Images from Ferguson,Missouri, have filled TV and computer screens around the country since the tragic killing of Michael Brown bypolice officer Darren Wilson—everywhere we’ve looked we’ve seen vulnerability and anger, chaos and peaceful resistance, tragedy and triumph. But we couldn’t help but notice there seems to be one thing missing in the deluge of photos and videos: There are next to no women law enforcement officials on the streets of the St. Louis suburb.
We called the city’s police department and, according to a spokeswoman, just five of the city’s 53 police officers are women. Only three of the 53 are African American, in a town that’s 67 percent black.
This matters. Had more women been on the scene during the demonstrations following the 18 year old’s death, things might have looked very different.

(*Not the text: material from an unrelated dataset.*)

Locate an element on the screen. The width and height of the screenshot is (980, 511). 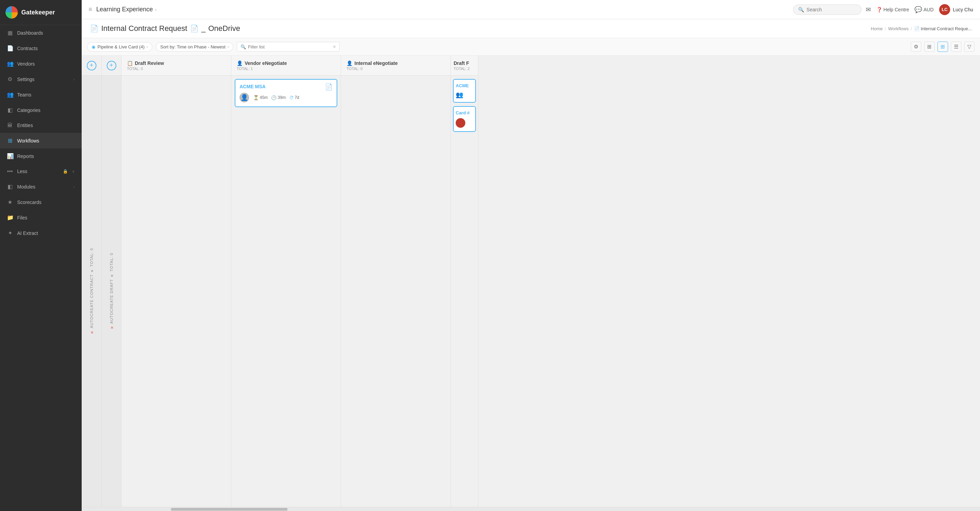
breadcrumb-sep1: / is located at coordinates (886, 29).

“Women tend to talk, to reason, to try to deescalate violence,” Penny Harrington, former Portland chief of police and the first woman head of a major U.S. police department, told the Ms. Blog. By contrast, “men have been taught—through sports, through the military—that you use physical force to get situations under control. Those are two hugely different approaches.”
Harrington is right: Women police differently. A 2002 study by the National Center for Women and Policing—a program of the Feminist Majority Foundation that Harrington helped found—examined data from seven major U.S. police departments and found that, “The average male officer is over eight and a half times more likely than his female counterpart to have an allegation of excessive force sustained against him.”
If more women officers had been on hand during the Ferguson protests, we might have seen fewer rubber bullets fired and tear-gas canisters launched. Instead, there might have been a productive conversation between a community that’s deeply wounded and a police force that desperately needs to rebuild trust.